How to Prepare Artwork for Woven Label Manufacturing
Woven labels are fundamentally different from printed materials. Your design is not printed — it is woven using individual coloured yarn threads on a loom. This means your artwork needs to be prepared specifically for the weaving process. Getting this right from the start prevents delays, extra costs, and production mismatches.
Step 1: Use Vector Format (Non-Negotiable)
Woven label production requires vector artwork only. Vector files define shapes and lines using mathematical paths rather than pixels, allowing our technical team to map each colour region to a specific yarn colour.
Accepted file formats:
- Adobe Illustrator (.AI) — preferred
- Encapsulated PostScript (.EPS)
- High-resolution PDF with embedded vector paths (not rasterised)
Not accepted for weaving:
- JPEG, PNG, TIFF, GIF (raster/pixel-based formats)
- Low-resolution PDFs exported from Word or Canva
- Screenshots of logos
If you only have a raster logo file, our design team can redraw it in vector format for a small fee. This is a worthwhile investment as the vector file will be usable for all future label orders and print applications.
Step 2: Specify Pantone Colours (PMS)
Woven labels use coloured yarn threads, and yarn is purchased by Pantone colour code. When submitting artwork, specify every colour in your design as a Pantone Solid Coated (C) code, for example: PMS 286 C (navy blue).
Important colour considerations:
- Maximum 8 thread colours per label at standard pricing (more colours are possible at higher cost)
- Very subtle colour gradients cannot be replicated in weaving — they must be simplified
- White is always available as a base/background thread at no additional colour count
- Metallic threads (gold, silver) are available as premium options
Avoid:
- CMYK or RGB colour references — these do not map directly to yarn colours
- Gradients and photographic shadows — these need to be simplified to solid colour regions
- Very thin lines below 0.8mm — minimum thread weave resolution limits fine detail reproduction
Step 3: Design at the Actual Label Size
Design your artwork at the exact finished size of the label, in millimetres. Common label sizes:
| Label Type | Common Sizes |
|---|---|
| Center fold brand label | 30mm × 15mm (folded), 30mm × 30mm (flat) |
| Loop label (jeans) | 18mm × 55mm, 25mm × 55mm |
| Woven patch | 50mm × 50mm, 80mm × 50mm, 100mm × 60mm |
| Neck label | 40mm × 20mm, 50mm × 25mm |
At small label sizes, complex designs with multiple small text characters will not weave cleanly. Our minimum recommended text height is 3mm for legible characters. Keep brand labels simple — a clean logo and brand name read better at label scale than a complex illustration.

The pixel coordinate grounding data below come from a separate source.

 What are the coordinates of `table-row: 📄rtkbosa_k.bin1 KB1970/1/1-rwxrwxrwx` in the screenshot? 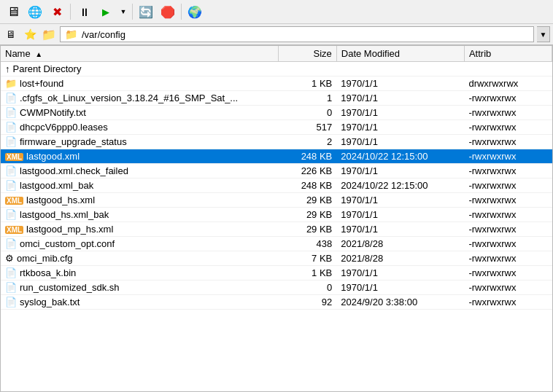 It's located at (276, 273).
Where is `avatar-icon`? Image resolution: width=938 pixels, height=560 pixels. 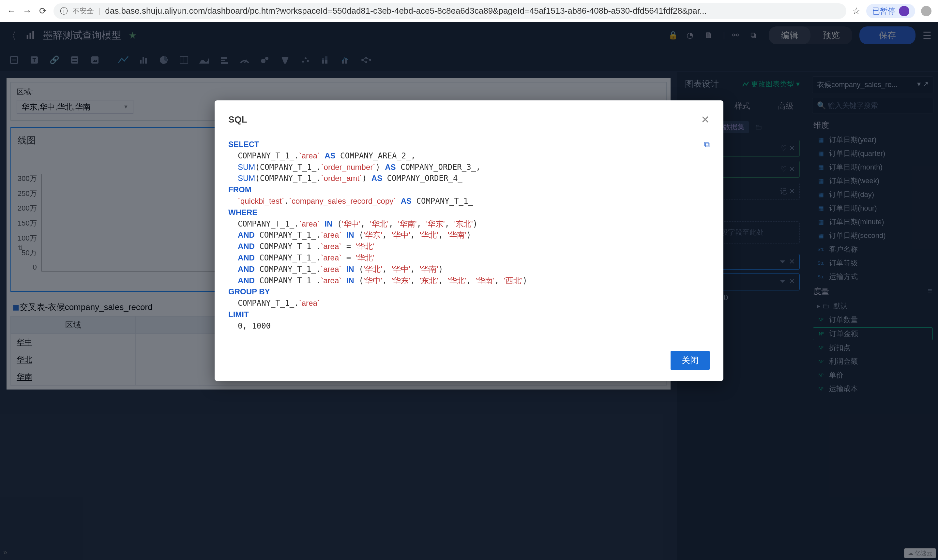
avatar-icon is located at coordinates (904, 11).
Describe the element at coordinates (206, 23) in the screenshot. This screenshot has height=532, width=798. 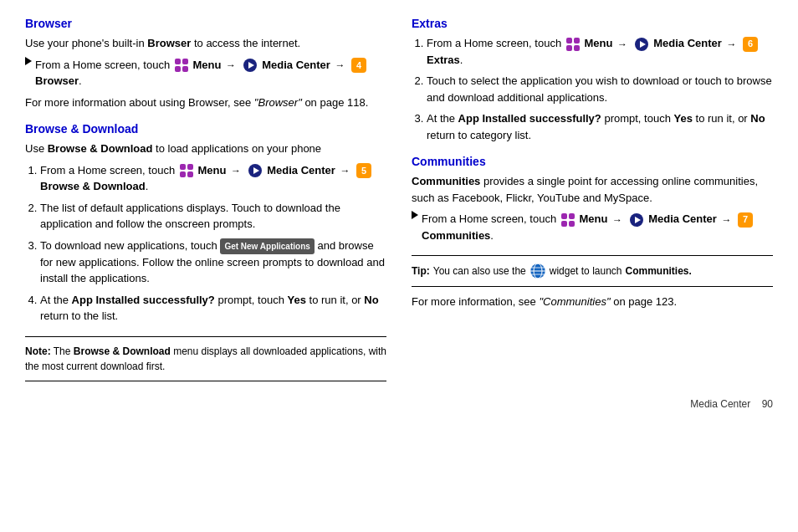
I see `browser-title: Browser` at that location.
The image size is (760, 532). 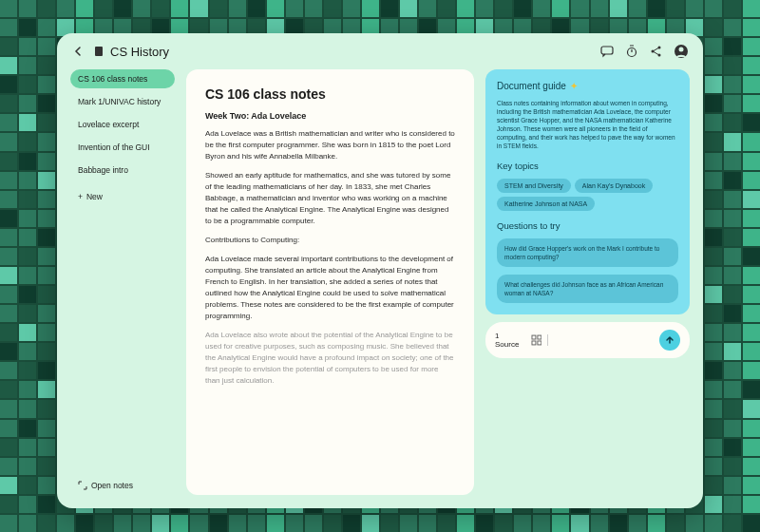 I want to click on page-title-text: CS History, so click(x=140, y=51).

Step 4: Add Bleed and Fold Lines
If your label will be folded (center fold, end fold, or loop fold), add the fold line to your artwork file. Our team will advise the exact fold crease position based on your label dimensions.
For labels with a top/bottom cut: add 2mm bleed on cut edges so the weave pattern extends beyond the cut line — this prevents fraying or white edges at the cut point.
Common Artwork Mistakes to Avoid
- Submitting a JPEG exported from a website — these are too low resolution and raster-based
- Specifying "match my brand colour" without Pantone codes — colour matching without PMS codes leads to guesswork and production mismatch
- Expecting photographic gradients to reproduce — weaving is a grid-based process, not photo printing
- Designing at screen size (72 DPI) — always work at physical label size in mm, not screen pixels
- Forgetting to outline fonts — fonts must be converted to outlines/paths before submitting to prevent font substitution errors
Need Design Help?
If you are unsure about any aspect of artwork preparation, submit what you have via our contact form and our technical team will review it and advise. We would rather catch artwork issues before production than after. Samples can be dispatched within 3–5 working days once artwork is approved.